In the immediate aftermath of the Global Financial Crisis (GFC), two key drivers of growth decelerated. Export growth slowed sharply as world trade stagnated, while investment fell victim to a homegrown Balance Sheet crisis, which came in two waves. The first wave—the Twin Balance Sheet crisis, encompassing banks and infrastructure companies—arrived when the infrastructure projects started during India’s investment boom of the mid-2000s began to go sour. The economy nonetheless continued to grow, despite temporary, adverse demonetization and GST shocks, propelled first by income gains from the large fall in international oil prices, then by government spending and a non-bank financial company (NBFC)-led credit boom.
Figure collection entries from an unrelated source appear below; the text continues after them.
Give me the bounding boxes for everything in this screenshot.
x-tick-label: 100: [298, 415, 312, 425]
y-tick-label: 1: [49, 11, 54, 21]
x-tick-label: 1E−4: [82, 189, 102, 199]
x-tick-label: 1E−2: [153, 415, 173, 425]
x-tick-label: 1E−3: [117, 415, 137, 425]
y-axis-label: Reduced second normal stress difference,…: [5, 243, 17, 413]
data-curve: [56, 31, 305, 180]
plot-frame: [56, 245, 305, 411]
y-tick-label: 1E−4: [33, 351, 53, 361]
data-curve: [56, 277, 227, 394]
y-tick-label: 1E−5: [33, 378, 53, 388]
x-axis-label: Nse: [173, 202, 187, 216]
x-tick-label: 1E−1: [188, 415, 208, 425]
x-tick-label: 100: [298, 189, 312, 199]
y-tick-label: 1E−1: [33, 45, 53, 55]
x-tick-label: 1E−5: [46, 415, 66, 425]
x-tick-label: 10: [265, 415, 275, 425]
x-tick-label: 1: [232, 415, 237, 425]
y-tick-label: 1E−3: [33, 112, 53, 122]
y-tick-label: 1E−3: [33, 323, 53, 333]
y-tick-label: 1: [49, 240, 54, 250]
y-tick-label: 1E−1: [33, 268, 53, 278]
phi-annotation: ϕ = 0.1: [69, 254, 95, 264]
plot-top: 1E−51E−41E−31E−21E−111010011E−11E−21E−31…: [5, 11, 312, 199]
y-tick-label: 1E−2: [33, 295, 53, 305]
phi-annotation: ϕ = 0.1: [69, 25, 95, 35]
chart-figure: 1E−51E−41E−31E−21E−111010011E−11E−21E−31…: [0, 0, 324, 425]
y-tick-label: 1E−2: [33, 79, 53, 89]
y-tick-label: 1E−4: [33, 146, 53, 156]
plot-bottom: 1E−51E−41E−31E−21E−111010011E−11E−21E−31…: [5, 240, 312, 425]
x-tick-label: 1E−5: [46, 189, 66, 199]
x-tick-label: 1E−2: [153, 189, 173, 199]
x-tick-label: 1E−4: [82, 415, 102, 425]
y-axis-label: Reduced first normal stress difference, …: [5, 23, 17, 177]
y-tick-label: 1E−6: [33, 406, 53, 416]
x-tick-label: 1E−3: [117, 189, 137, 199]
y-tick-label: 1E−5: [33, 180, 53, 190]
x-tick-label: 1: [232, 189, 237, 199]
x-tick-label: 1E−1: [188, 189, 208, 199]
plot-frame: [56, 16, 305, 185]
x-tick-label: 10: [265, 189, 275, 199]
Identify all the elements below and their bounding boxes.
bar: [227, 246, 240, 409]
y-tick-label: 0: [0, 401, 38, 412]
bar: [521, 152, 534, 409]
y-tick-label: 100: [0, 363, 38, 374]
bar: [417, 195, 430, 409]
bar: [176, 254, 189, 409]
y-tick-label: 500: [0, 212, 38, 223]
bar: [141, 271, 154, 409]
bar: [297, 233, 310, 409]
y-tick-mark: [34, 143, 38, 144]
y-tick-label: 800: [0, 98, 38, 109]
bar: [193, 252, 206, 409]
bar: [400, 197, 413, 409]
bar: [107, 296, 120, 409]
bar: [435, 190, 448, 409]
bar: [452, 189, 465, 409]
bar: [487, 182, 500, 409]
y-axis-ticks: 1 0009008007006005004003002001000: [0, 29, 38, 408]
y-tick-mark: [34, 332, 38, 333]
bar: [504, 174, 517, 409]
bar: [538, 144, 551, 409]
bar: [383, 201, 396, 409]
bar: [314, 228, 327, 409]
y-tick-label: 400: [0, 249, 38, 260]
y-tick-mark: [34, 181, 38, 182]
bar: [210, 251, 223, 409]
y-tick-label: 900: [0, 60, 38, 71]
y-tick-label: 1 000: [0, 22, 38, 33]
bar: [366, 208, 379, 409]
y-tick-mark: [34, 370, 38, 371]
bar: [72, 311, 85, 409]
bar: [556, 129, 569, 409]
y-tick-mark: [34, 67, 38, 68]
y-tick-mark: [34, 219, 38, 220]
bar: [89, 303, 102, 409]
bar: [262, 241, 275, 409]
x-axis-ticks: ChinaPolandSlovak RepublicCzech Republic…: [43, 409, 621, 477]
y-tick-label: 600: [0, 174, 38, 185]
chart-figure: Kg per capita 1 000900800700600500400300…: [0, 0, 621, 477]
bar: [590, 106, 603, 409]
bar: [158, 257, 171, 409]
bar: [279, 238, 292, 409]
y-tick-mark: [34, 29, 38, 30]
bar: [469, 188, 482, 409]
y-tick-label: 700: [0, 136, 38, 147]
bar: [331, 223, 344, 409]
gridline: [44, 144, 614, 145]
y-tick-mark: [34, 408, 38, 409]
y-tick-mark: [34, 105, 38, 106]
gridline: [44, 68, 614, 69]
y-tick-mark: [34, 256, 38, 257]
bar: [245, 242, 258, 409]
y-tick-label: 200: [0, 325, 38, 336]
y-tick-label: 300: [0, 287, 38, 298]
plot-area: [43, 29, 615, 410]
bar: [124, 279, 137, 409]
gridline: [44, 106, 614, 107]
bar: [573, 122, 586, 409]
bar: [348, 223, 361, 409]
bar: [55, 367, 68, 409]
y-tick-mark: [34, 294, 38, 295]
This credit boom financed unsustainable real estate inventory accumulation, inflating a bubble that finally burst in 2019. Consequently, consumption too has now sputtered, causing growth to collapse. As a result, India is now facing a Four Balance Sheet challenge—the original two sectors, plus NBFCs and real estate companies—and is trapped in an adverse interest- growth dynamic, in which risk aversion is leading to high interest rates, depressing growth, and generating more risk aversion.

That there are no easy solutions is encouraging. It means policymakers and regulators are going to have to confront the problems of bad debt head-on: account for it, speed up resolution, speed up divestment of poorly managed public banks and infrastructure companies, and set up more transparent data collection/publishing in place.